Kelly & Cal movie review (London Film Festival)
A simple, honest, deeply satisfying tale of the complex mixed emotions and desires that make up a woman’s life and often exist in secret.

A simple, honest, deeply satisfying tale of the complex mixed emotions and desires that make up a woman’s life and often exist in secret.

Noirish 1950s cynicism meets nasty 1970s Corman-esque exploitation in a thriller that is uncomfortable, unpleasant, unforgiving, and pretty darn brilliant.

Thrilling intellectually and viscerally, full of stirring notions of what humanity is capable of, and full of hope. A wonderfully refreshing sort of SF.

Utterly empty. It’s aware of the tropes of the new mythos of alien abductions, but makes no attempt to find anything even the slightest bit fresh in them.

This is no stuffy costume drama but a richly lived-in visit to early-19th-century England that is rough, bawdy, often funny, and more often unsettling.

The animation is fresh, unique, and gorgeous. But we don’t need another tale of a man having exciting adventures while a woman waits around to marry him.

Genuinely horrific and deeply scary in a way that draws on the most primal of emotions. A horror flick with rare emotional and psychological resonance.

Edward Snowden speaks. Buy a ticket to this film… and use your credit card, so the NSA knows you care about this stuff.

The clunky script and amateurish performances are not unexpected in the faith-based genre, but its dubious “inspiration” gives even diehard-atheist me pause.

There’s nothing forced or sentimental here, and more than a modicum of bleak humor, but as laid-back indies go, this one may be a tad too laid-back.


- _Directions_:
Only an exact repeat of the listing, without its images, counts as the answer.

»»

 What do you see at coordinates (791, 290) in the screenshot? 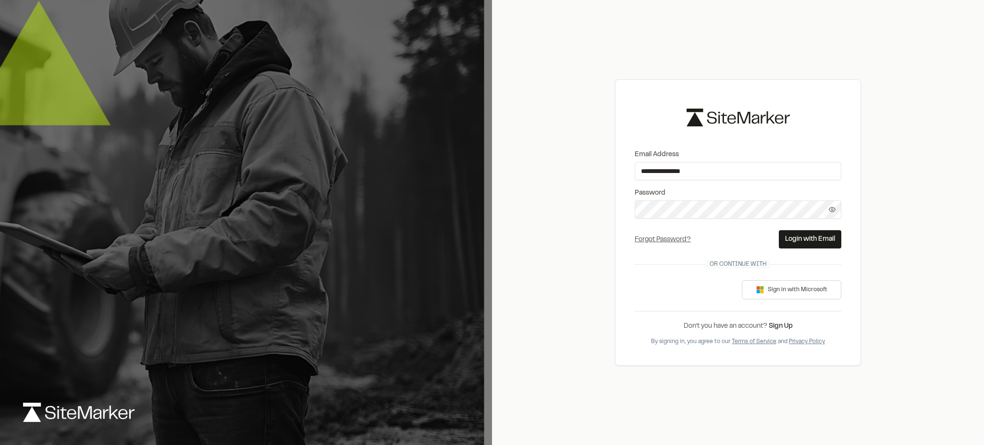
I see `button: Sign in with Microsoft` at bounding box center [791, 290].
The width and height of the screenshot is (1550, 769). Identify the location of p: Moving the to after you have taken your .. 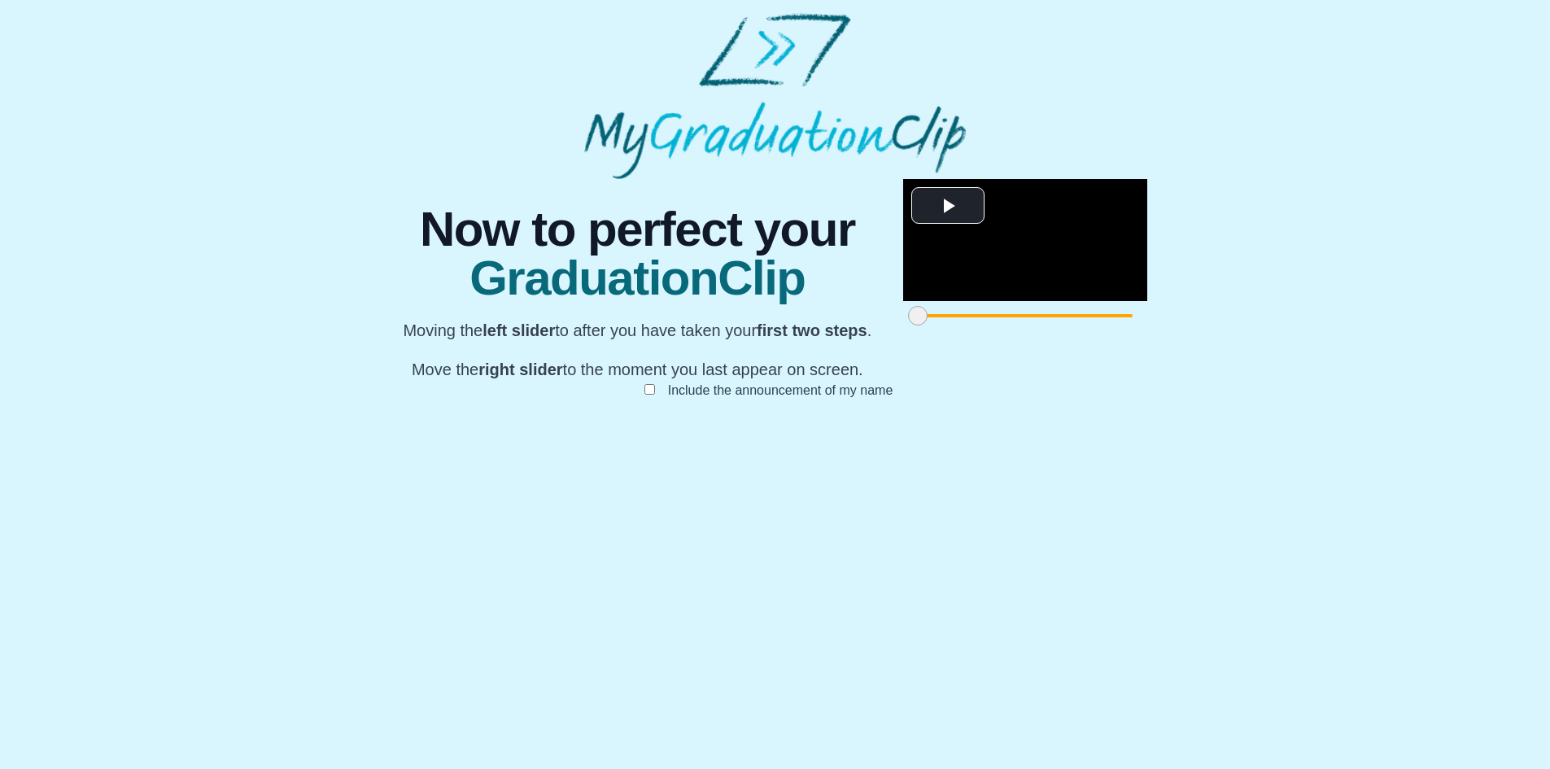
(637, 330).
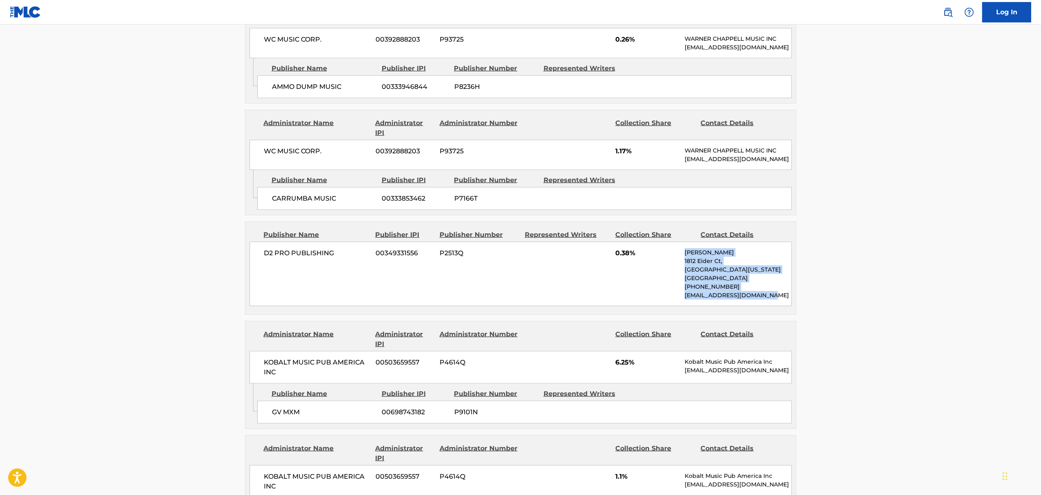  Describe the element at coordinates (647, 477) in the screenshot. I see `span: 1.1%` at that location.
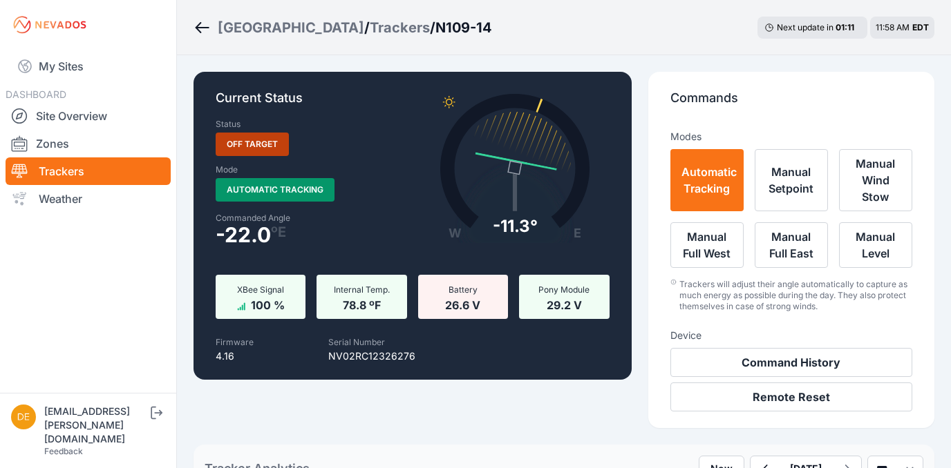 The width and height of the screenshot is (951, 468). I want to click on span: Battery, so click(463, 289).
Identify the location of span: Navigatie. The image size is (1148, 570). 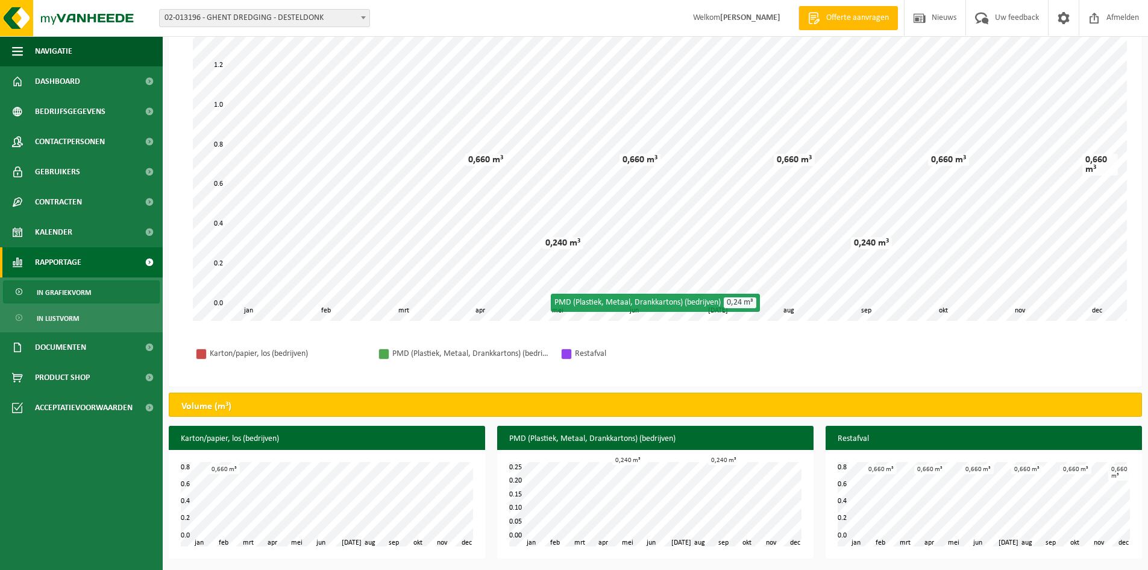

««

- _Completed task_:
 What do you see at coordinates (791, 290) in the screenshot? 
I see `button: Sign in with Microsoft` at bounding box center [791, 290].
The width and height of the screenshot is (1550, 769). Identify the location of p: Moving the to after you have taken your .. 
(637, 330).
  Describe the element at coordinates (647, 477) in the screenshot. I see `span: 1.1%` at that location.
 The width and height of the screenshot is (951, 468). I want to click on span: Battery, so click(463, 289).
Identify the location of span: Navigatie. The image size is (1148, 570). 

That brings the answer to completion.